A second one however, is greed. So when the organization and its C-suite or its Board fixates on shareholder return or profitability over purpose, not balanced. When it’s only fixated on the stakeholders that are called shareholders, not stakeholders that include employees, customers and society, blinders are on and they make poor decisions based on the fact they’re only serving one stakeholder. That is the shareholder.

And the third one I like to bring up ultimately is role itself. When we’re confused about why we’re in the role that has been defined by the organization. When the role says that you’re supposed to be doing one thing yet those behaviors or those actions have been taken away by that leader or that organization. When you’re not entrusted to actually deliver on what’s said in that job description of your role, what happens? You feel disenfranchised. You feel as though your role and the actions you signed up for had been stolen. That’s not role purpose and that ultimately then is another of the inhibitors towards that sweet spot.

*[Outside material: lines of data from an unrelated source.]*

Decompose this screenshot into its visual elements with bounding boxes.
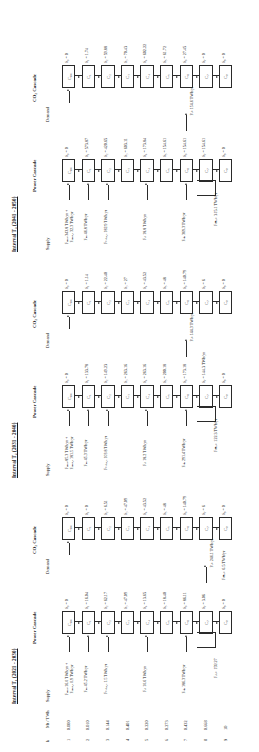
co2-cascade-cell-label: C₆ — [184, 526, 189, 530]
co2-cascade-box-T1-5: C₄ — [140, 517, 153, 540]
power-cascade-cell-label: C₀₀₀ — [66, 167, 71, 174]
supply-flow-label-T3-0: Fₐₙₑᵥ 343.8 TWh/yr +Fₐₙₑᵥ,ₑ 32.3 TWh/yr — [64, 198, 74, 256]
co2-cascade-cell-label: C₆ — [184, 300, 189, 304]
power-connector-arrow-T1-2 — [118, 622, 120, 624]
supply-flow-line: Fₐₙₑᵥ,ₑ 181.5 TWh/yr — [69, 424, 74, 482]
co2-connector-arrow-T2-7 — [216, 302, 218, 304]
co2-delta-T2-6: δ₆ = 140.79 — [182, 270, 187, 289]
co2-cascade-cell-label: C₄ — [145, 526, 150, 530]
co2-connector-arrow-T2-5 — [176, 302, 178, 304]
k-value-row-1: 1 — [67, 739, 71, 741]
power-cascade-cell-label: C₈ — [223, 394, 228, 398]
supply-flow-line: Fₐₙₑᵥ,ₑ 0.9 TWh/yr — [69, 650, 74, 708]
mt-value-row-2: 0.010 — [86, 720, 90, 730]
supply-flow-label-T2-2: Fₛₒₗₐᵣ,ₑ 103.8 TWh/yr — [103, 424, 108, 482]
co2-delta-T2-7: δ₇ = 6 — [201, 279, 206, 289]
supply-arrow-head-T1-4 — [185, 635, 187, 637]
power-cascade-box-T3-3: C₂ — [101, 159, 114, 182]
co2-connector-arrow-T1-4 — [157, 528, 159, 530]
power-cascade-cell-label: C₂ — [105, 620, 110, 624]
co2-cascade-cell-label: C₇ — [203, 300, 208, 304]
power-delta-T2-1: δ₁ = 133.78 — [84, 364, 89, 383]
power-cascade-cell-label: C₁ — [86, 394, 91, 398]
power-cascade-box-T3-8: C₇ — [199, 159, 212, 182]
supply-arrow-head-T2-3 — [145, 409, 147, 411]
power-connector-arrow-T3-4 — [157, 170, 159, 172]
co2-cascade-box-T2-7: C₆ — [180, 291, 193, 314]
power-cascade-cell-label: C₆ — [184, 168, 189, 172]
co2-delta-T2-8: δ₈ = 0 — [221, 279, 226, 289]
supply-arrow-head-T2-1 — [87, 409, 89, 411]
supply-arrow-line-T1-3 — [147, 637, 148, 652]
co2-cascade-box-T1-7: C₆ — [180, 517, 193, 540]
co2-cascade-cell-label: C₈ — [223, 74, 228, 78]
power-delta-T3-2: δ₂ = 420.65 — [103, 138, 108, 157]
co2-delta-T1-1: δ₁ = 0 — [84, 505, 89, 515]
supply-flow-line: Fₒₕ 186.3 TWh/yr — [181, 650, 186, 708]
power-cascade-cell-label: C₀₀₀ — [66, 393, 71, 400]
demand-header-T3: Demand — [46, 107, 50, 122]
power-delta-T1-1: δ₁ = 16.04 — [84, 592, 89, 609]
k-value-row-4: 4 — [126, 739, 130, 741]
co2-inlet-arrow-T1 — [67, 541, 69, 543]
co2-cascade-box-T3-8: C₇ — [199, 65, 212, 88]
power-cascade-box-T3-5: C₄ — [140, 159, 153, 182]
supply-flow-line: Fₐₙₑᵥ,ₑ 32.3 TWh/yr — [69, 198, 74, 256]
power-cascade-cell-label: C₂ — [105, 394, 110, 398]
demand-arrow-line-T3-0 — [186, 115, 187, 131]
co2-connector-arrow-T1-2 — [118, 528, 120, 530]
co2-cascade-box-T2-6: C₅ — [160, 291, 173, 314]
supply-arrow-head-T1-3 — [145, 635, 147, 637]
co2-cascade-cell-label: C₅ — [164, 526, 169, 530]
co2-inlet-arrow-T3 — [67, 89, 69, 91]
co2-cascade-cell-label: C₂ — [105, 74, 110, 78]
supply-arrow-head-T1-1 — [87, 635, 89, 637]
power-cascade-cell-label: C₃ — [125, 168, 130, 172]
power-delta-T3-4: δ₄ = 173.84 — [142, 138, 147, 157]
power-delta-T1-7: δ₇ = 3.06 — [201, 594, 206, 609]
power-cascade-cell-label: C₈ — [223, 620, 228, 624]
mt-value-row-7: 0.432 — [184, 720, 188, 730]
power-cascade-box-T1-7: C₆ — [180, 611, 193, 634]
co2-cascade-cell-label: C₇ — [203, 526, 208, 530]
power-connector-arrow-T3-0 — [78, 170, 80, 172]
co2-delta-T1-5: δ₅ = 48 — [162, 503, 167, 515]
co2-connector-arrow-T1-0 — [78, 528, 80, 530]
co2-delta-T1-2: δ₂ = 6.51 — [103, 500, 108, 515]
supply-flow-line: Fₑₗ 18.8 TWh/yr — [142, 198, 147, 256]
co2-inlet-line-T1 — [69, 543, 70, 555]
power-cascade-cell-label: C₁ — [86, 168, 91, 172]
co2-cascade-cell-label: C₁ — [86, 526, 91, 530]
co2-cascade-header-T2: CO₂ Cascade — [32, 300, 37, 328]
co2-cascade-cell-label: C₀₀₀ — [66, 299, 71, 306]
power-cascade-cell-label: C₆ — [184, 620, 189, 624]
supply-flow-line: Fₙₑ 45.3 TWh/yr — [83, 424, 88, 482]
co2-delta-T1-3: δ₃ = 47.09 — [123, 498, 128, 515]
power-cascade-cell-label: C₃ — [125, 620, 130, 624]
co2-delta-T3-1: δ₁ = 1.74 — [84, 48, 89, 63]
power-cascade-header-T1: Power Cascade — [32, 611, 37, 644]
supply-flow-line: Fₒₕ 291.4 TWh/yr — [181, 424, 186, 482]
co2-delta-T3-3: δ₃ = 70.43 — [123, 46, 128, 63]
power-delta-T1-4: δ₄ = 13.65 — [142, 592, 147, 609]
power-cascade-cell-label: C₃ — [125, 394, 130, 398]
co2-cascade-box-T2-4: C₃ — [121, 291, 134, 314]
co2-connector-arrow-T3-5 — [176, 76, 178, 78]
power-cascade-cell-label: C₄ — [145, 620, 150, 624]
co2-connector-arrow-T3-1 — [98, 76, 100, 78]
co2-cascade-cell-label: C₈ — [223, 300, 228, 304]
co2-cascade-box-T2-3: C₂ — [101, 291, 114, 314]
supply-header-T1: Supply — [46, 690, 50, 702]
co2-cascade-cell-label: C₃ — [125, 74, 130, 78]
rotated-figure-wrapper: kMt / TWh1234567890.0000.0100.1440.4010.… — [0, 0, 259, 752]
supply-arrow-head-T3-0 — [67, 183, 69, 185]
supply-flow-label-T1-2: Fₛₒₗₐᵣ,ₑ 1.5 TWh/yr — [103, 650, 108, 708]
co2-cascade-box-T3-7: C₆ — [180, 65, 193, 88]
power-cascade-box-T3-9: C₈ — [219, 159, 232, 182]
co2-cascade-cell-label: C₁ — [86, 74, 91, 78]
co2-delta-T2-0: δ₀ = 0 — [64, 279, 69, 289]
supply-flow-label-T2-3: Fₑₗ 18.2 TWh/yr — [142, 424, 147, 482]
power-connector-arrow-T1-6 — [196, 622, 198, 624]
supply-arrow-head-T2-4 — [185, 409, 187, 411]
co2-cascade-cell-label: C₅ — [164, 300, 169, 304]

One of those additional inhibitors I suppose of the purpose mindset in an organization is the performance review or specifically the annual performance development cycle process. So how might that be changed in fact? Well what happens in an organization far too often is that the objectives that are set in the beginning of the year are task-based or objective based. Or you must do this by this date based. And so what happens? The mindset of the individual in order to get their bonus or perhaps more pay during the annual payroll review is that they must complete these actions by this certain date. Come hell or high water, whatever elbows they need to use in order to complete it they’re going to do it. That’s sort of a human motivator. But what if the company still wants to do these annual performance reviews. What if they were to value values? What if they were to use attributes that are purpose attributes? So let’s say for example being collaborative or being a giver, being reciprocal, giving in to the community.

What’s your time that you volunteered this year? What if there were a certain number of arbiters that were set up at the beginning of the year, perhaps half your performance review was based on these values attributes? These ways in which that we expect you to behave in your team, in the community, et cetera, if the organization obviously has come up with a higher sense of purpose. But what it the organization did that? What if it then evaluated of 100 percent time, 50 percent are on our objectives, 50 percent are on your behaviors with purpose, with culture, with community, et cetera. Wouldn’t that at least go towards creating identify a sense of purpose in the organization? That to me is a way in which if you have to have an annual performance review basis cycle, there’s a way in which to actually calibrate it 50-50 between us – human emotion, heart, purpose – and actions. And the objectives that you need to carry out every year.